The Republican Party doesn’t need to steal Democrats’ language, let alone Democrats’ ideas. Like Dorothy in The Wizard of Oz, all the Republican leadership needs to do is click its collective heels together and start looking for answers much closer to home.
If Republican leaders really want to appeal to Hispanic voters, for example, they don’t need clever Spanish-language marketing or better slogans. Nor do they need to steal political positions from across the aisle. Instead, they could resurrect the only sensible comprehensive immigration reform bill not passed into law—a bill largely written by Sen. John McCain, R-Ariz. …
The conservative movement is a broad church, and its worshipers even include a few sympathetic foreigners. Republicans could certainly do worse than to consult their counterparts across the Atlantic. The British Conservative Party spent 12 years out of office after the 1997 elections that brought the Labour Party and Tony Blair to power. After two attempts to win by running well to the right of Blair, David Cameron led a group of Tory “modernizers” into power by, among other things, embracing “conservative” notions of conservation and budgetary austerity—and by deciding that the state should have no role in dictating private morality: Intolerance, one once told me, is “unconservative.” One Tory minister, Iain Duncan-Smith, spent his years in the political wilderness creating a think tank, the Centre for Social Justice, dedicated to the study of long-term poverty and welfare reform. He’s now in a position to put some of its proposals into practice.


To do: Out of the lines below, please list those that hold the string "resolution".

==== Supplied records ====

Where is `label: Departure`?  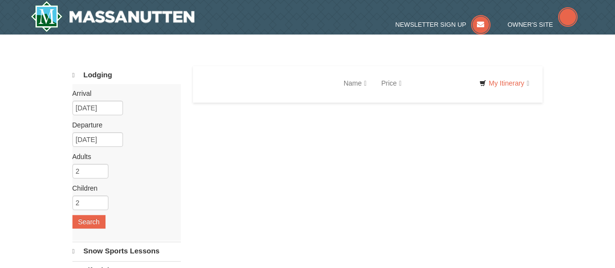
label: Departure is located at coordinates (123, 125).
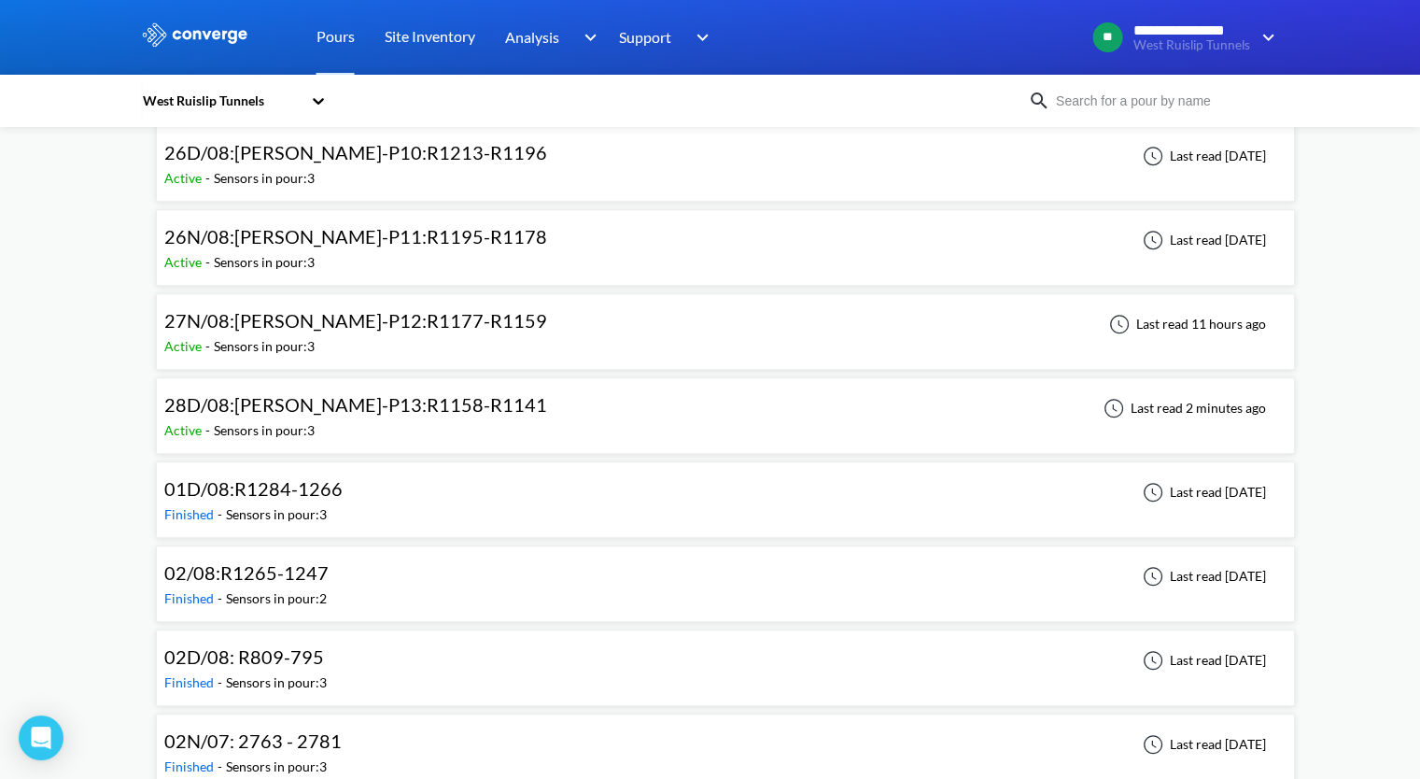 The height and width of the screenshot is (779, 1420). I want to click on div: Last read 11 hours ago, so click(1185, 324).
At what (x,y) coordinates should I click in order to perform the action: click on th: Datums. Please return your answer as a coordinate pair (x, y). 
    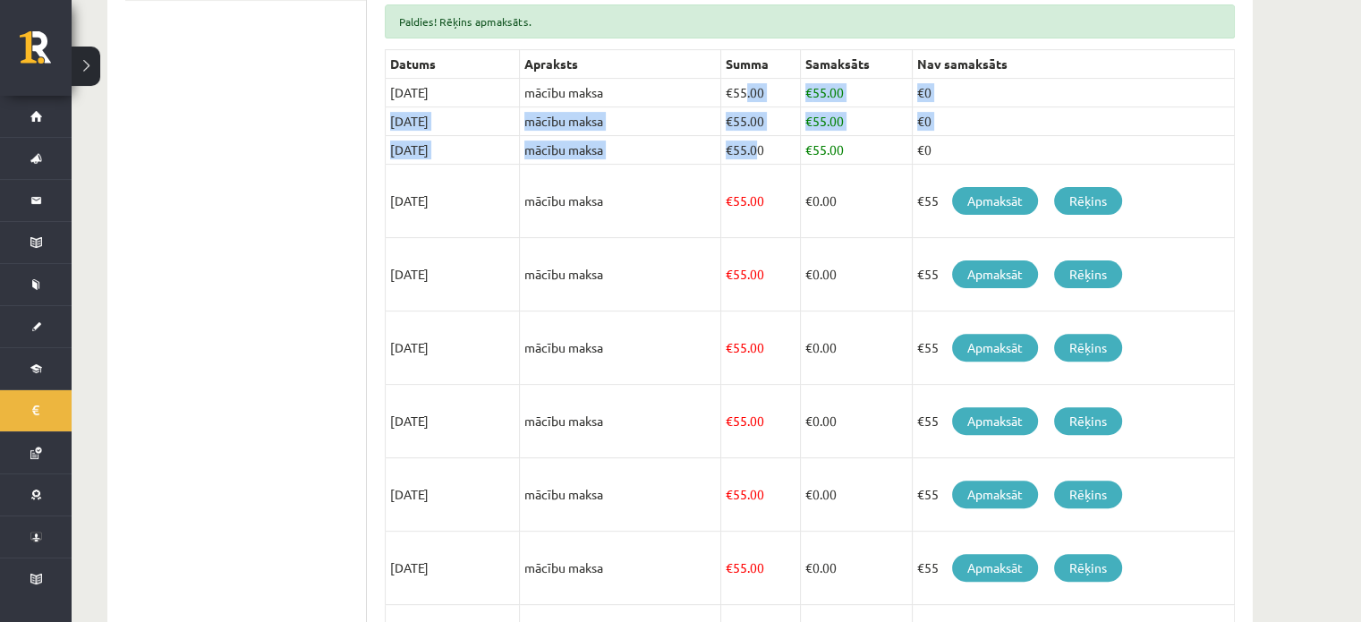
    Looking at the image, I should click on (453, 64).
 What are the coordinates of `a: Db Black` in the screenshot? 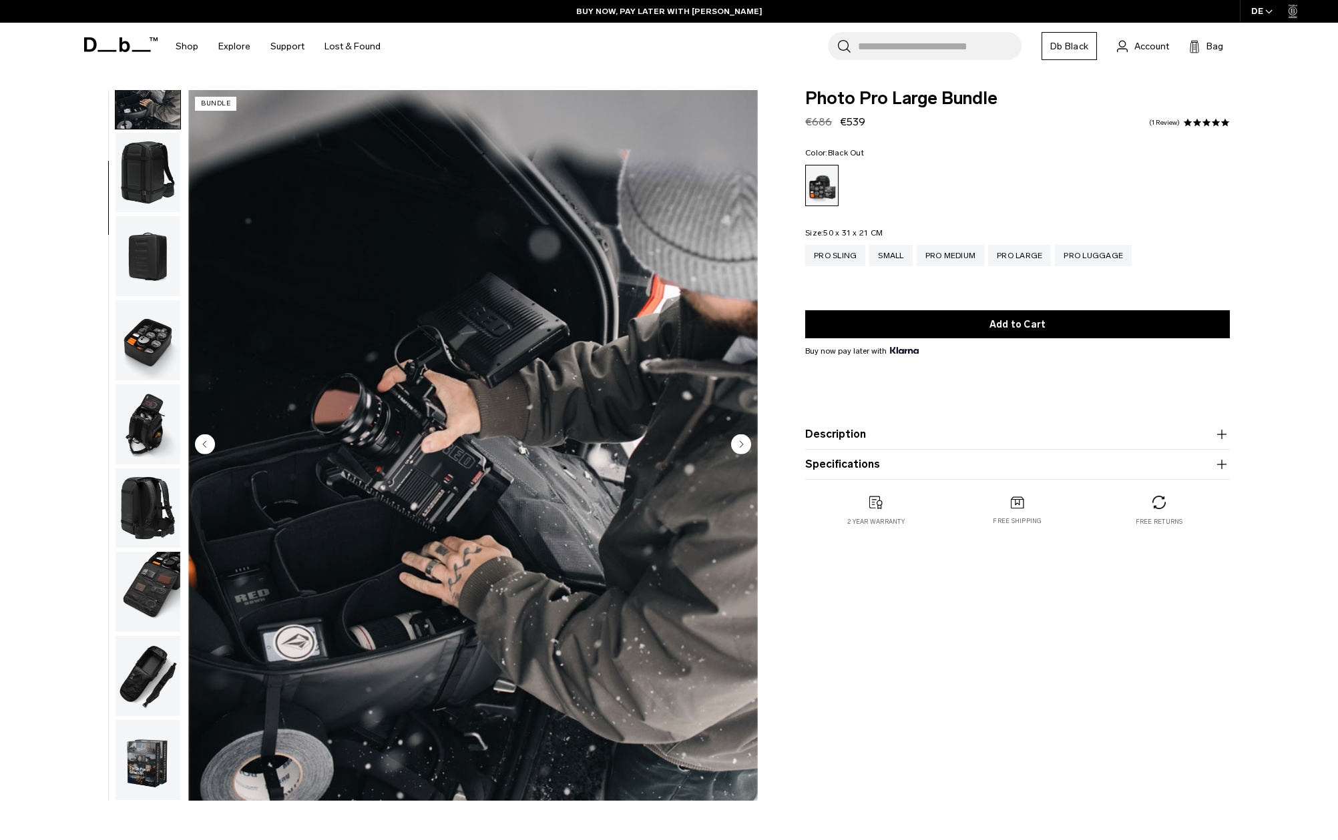 It's located at (1069, 46).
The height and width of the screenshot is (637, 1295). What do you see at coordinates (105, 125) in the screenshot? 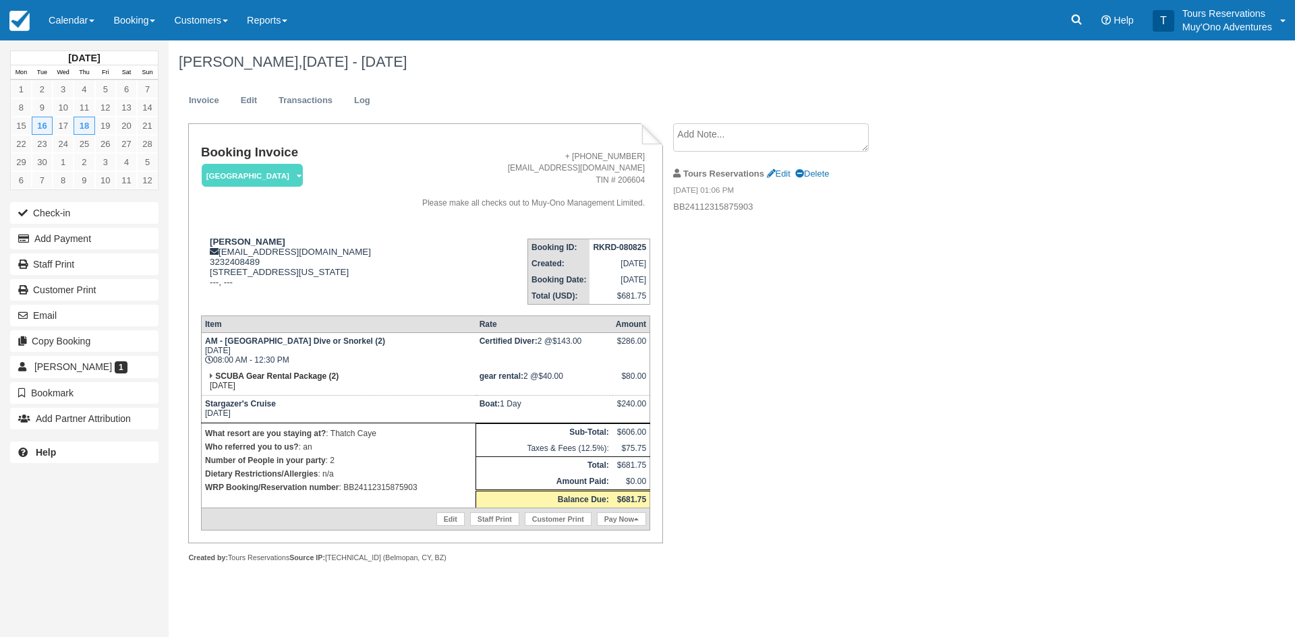
I see `a: 19` at bounding box center [105, 125].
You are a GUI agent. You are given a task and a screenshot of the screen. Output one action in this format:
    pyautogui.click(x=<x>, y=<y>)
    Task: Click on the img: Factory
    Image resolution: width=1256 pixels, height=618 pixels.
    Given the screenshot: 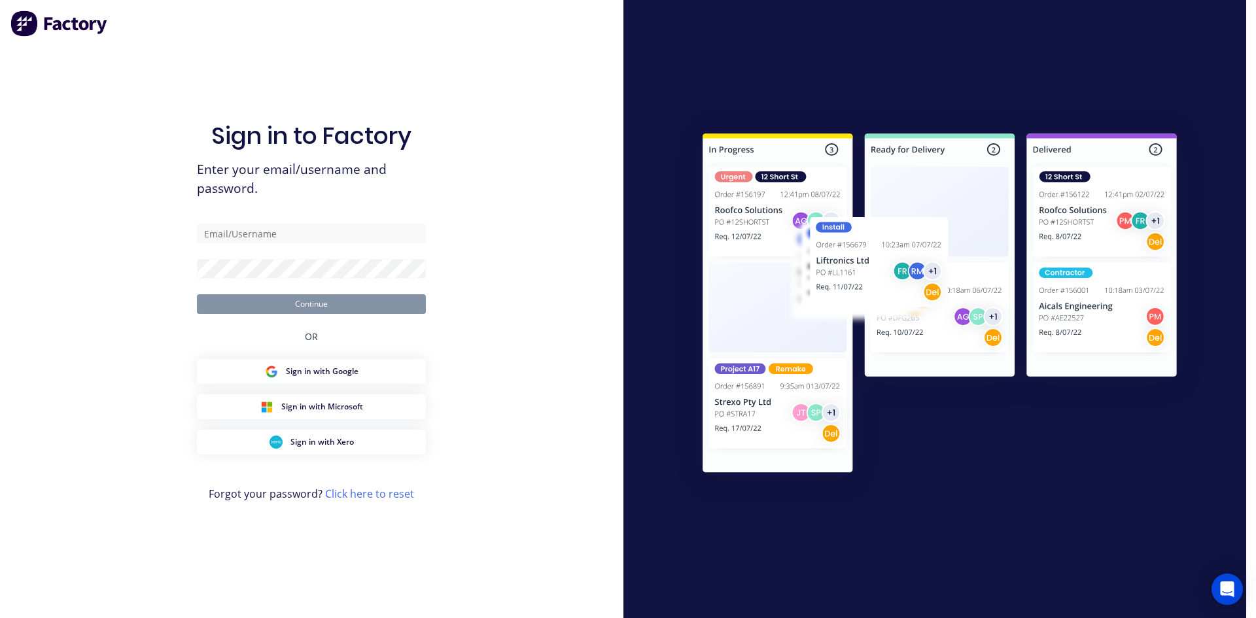 What is the action you would take?
    pyautogui.click(x=60, y=24)
    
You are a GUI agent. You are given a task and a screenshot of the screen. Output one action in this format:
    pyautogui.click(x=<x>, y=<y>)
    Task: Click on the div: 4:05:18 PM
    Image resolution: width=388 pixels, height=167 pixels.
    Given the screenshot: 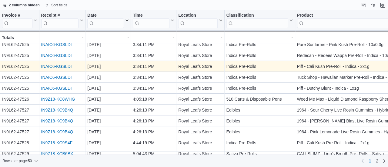 What is the action you would take?
    pyautogui.click(x=153, y=99)
    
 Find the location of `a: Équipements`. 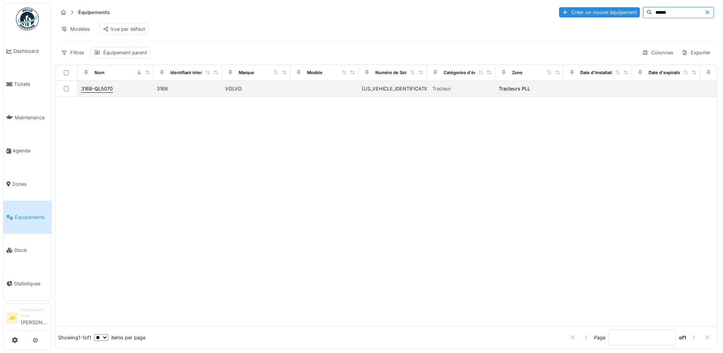

a: Équipements is located at coordinates (27, 217).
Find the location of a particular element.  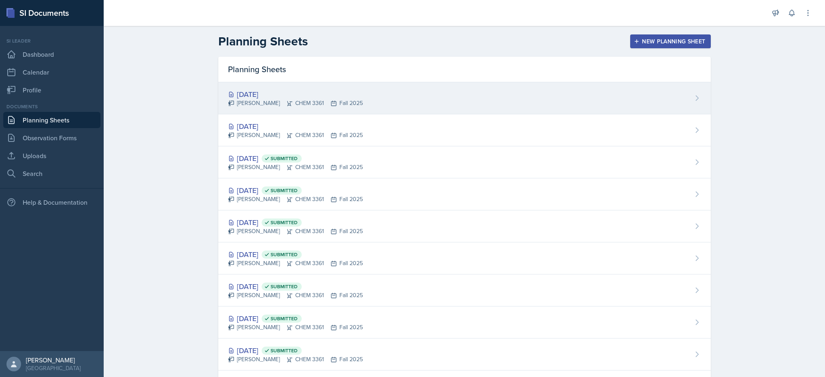

a: Search is located at coordinates (52, 173).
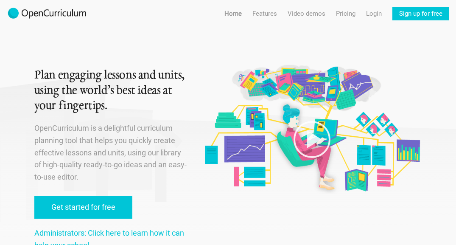  Describe the element at coordinates (47, 14) in the screenshot. I see `img: 2017-logo-m.png` at that location.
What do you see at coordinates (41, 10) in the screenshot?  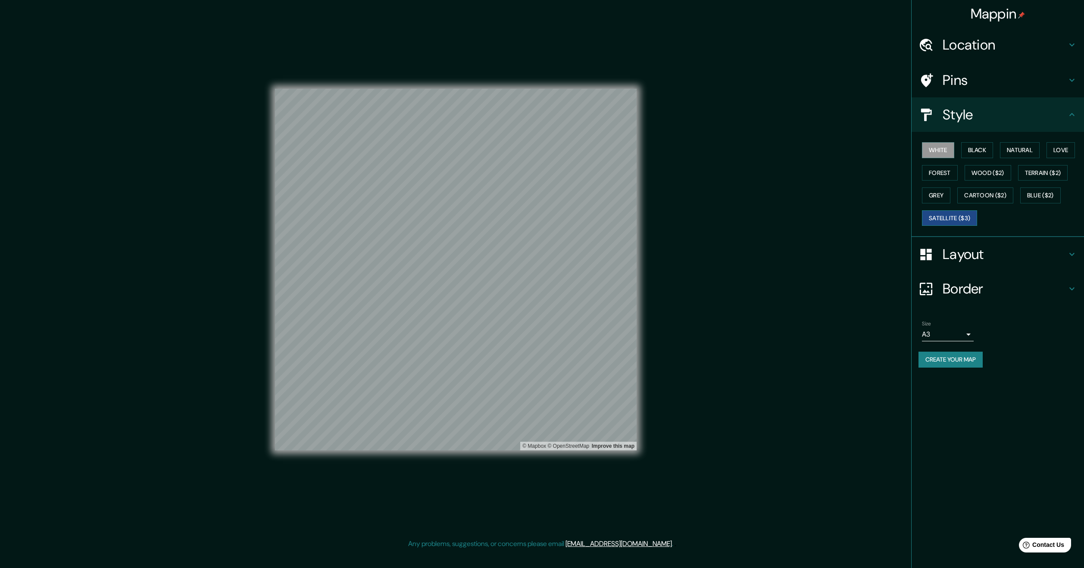 I see `span: Contact Us` at bounding box center [41, 10].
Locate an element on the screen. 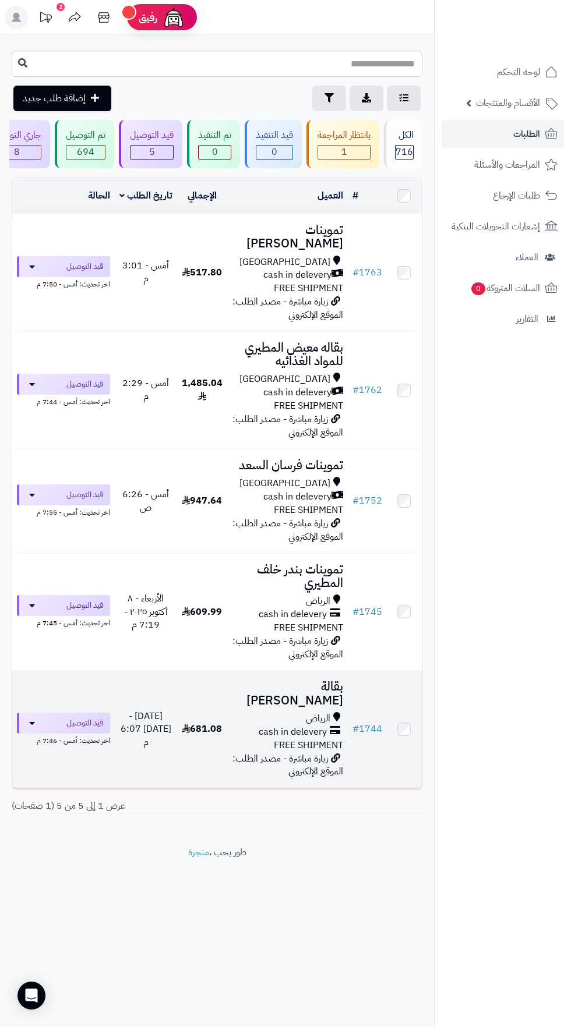 The image size is (571, 1027). span: 1 is located at coordinates (344, 152).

====

Answer:
    Image resolution: width=1256 pixels, height=618 pixels.
    Image resolution: width=388 pixels, height=167 pixels.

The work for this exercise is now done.